**TASK DETAILS:** Which lines run from the line with "Image resolution: width=747" through the line with "Image resolution: width=868" in the entries below? Print them exactly, both ends included, and nothing more.

**DATA SUPPLIED:**
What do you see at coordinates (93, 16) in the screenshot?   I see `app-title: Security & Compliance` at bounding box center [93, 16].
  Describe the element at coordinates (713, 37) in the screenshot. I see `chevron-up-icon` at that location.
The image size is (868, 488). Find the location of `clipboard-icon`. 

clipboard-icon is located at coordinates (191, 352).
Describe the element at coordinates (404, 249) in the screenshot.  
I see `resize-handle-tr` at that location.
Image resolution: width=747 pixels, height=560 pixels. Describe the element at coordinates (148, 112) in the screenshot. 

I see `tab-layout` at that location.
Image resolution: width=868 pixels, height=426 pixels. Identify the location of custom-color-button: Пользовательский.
...
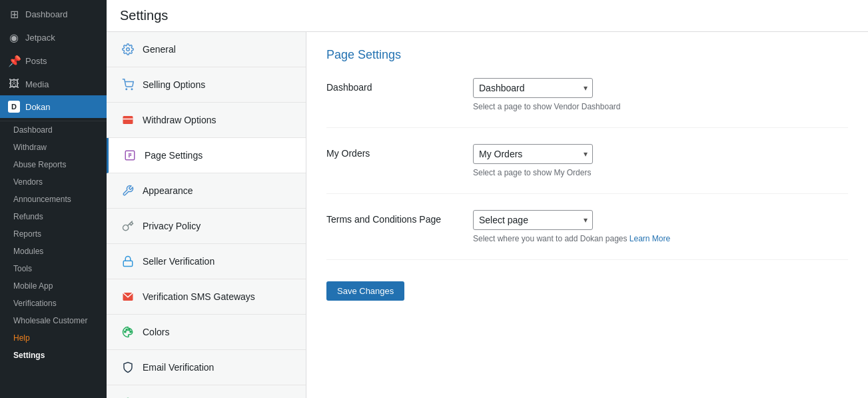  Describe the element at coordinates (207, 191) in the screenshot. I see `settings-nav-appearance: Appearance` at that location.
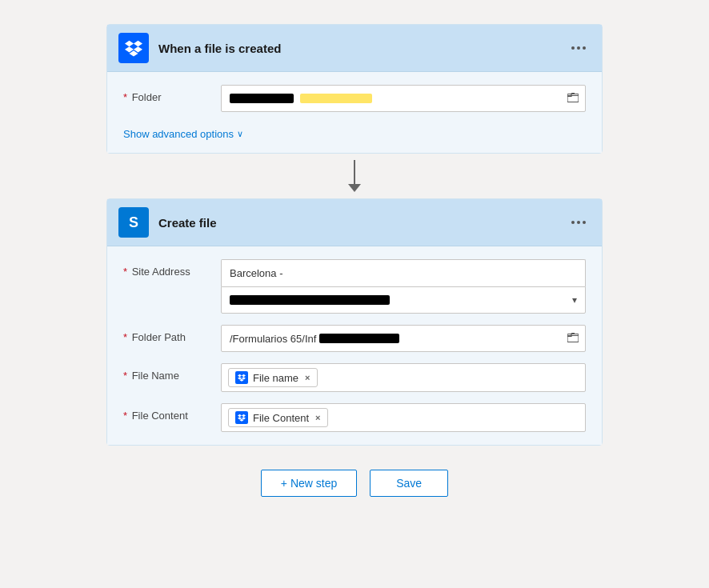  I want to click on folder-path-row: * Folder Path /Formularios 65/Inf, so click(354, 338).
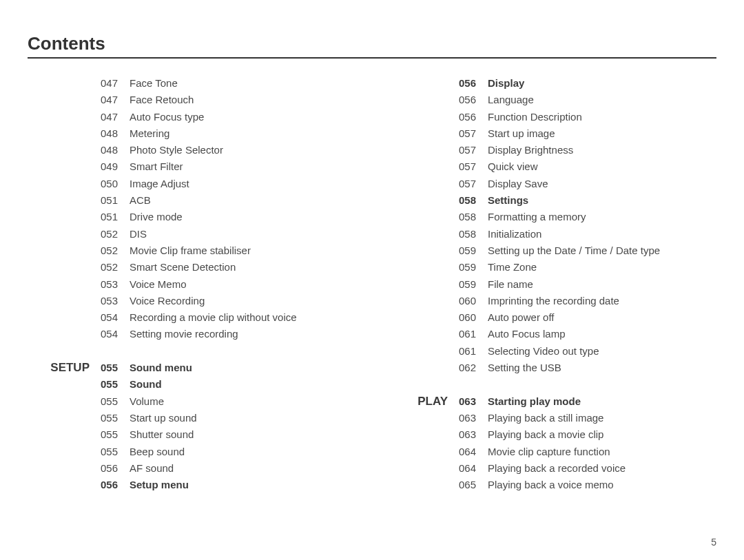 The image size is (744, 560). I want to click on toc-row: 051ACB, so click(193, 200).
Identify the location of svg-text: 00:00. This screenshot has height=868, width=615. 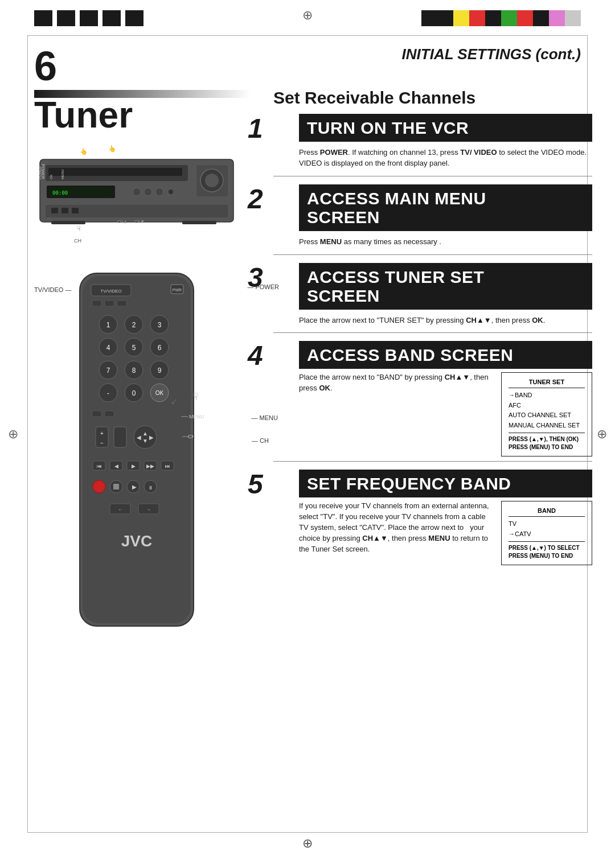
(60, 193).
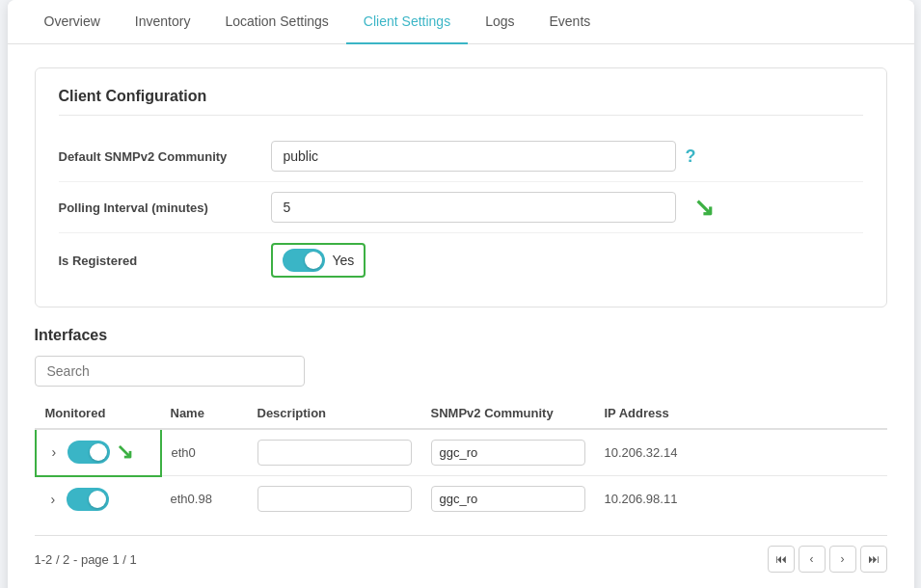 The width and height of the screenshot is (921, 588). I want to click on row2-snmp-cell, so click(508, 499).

**TASK OUTPUT:**
Image resolution: width=747 pixels, height=560 pixels. Describe the element at coordinates (148, 112) in the screenshot. 

I see `tab-layout` at that location.
Image resolution: width=868 pixels, height=426 pixels. Identify the location of custom-color-button: Пользовательский.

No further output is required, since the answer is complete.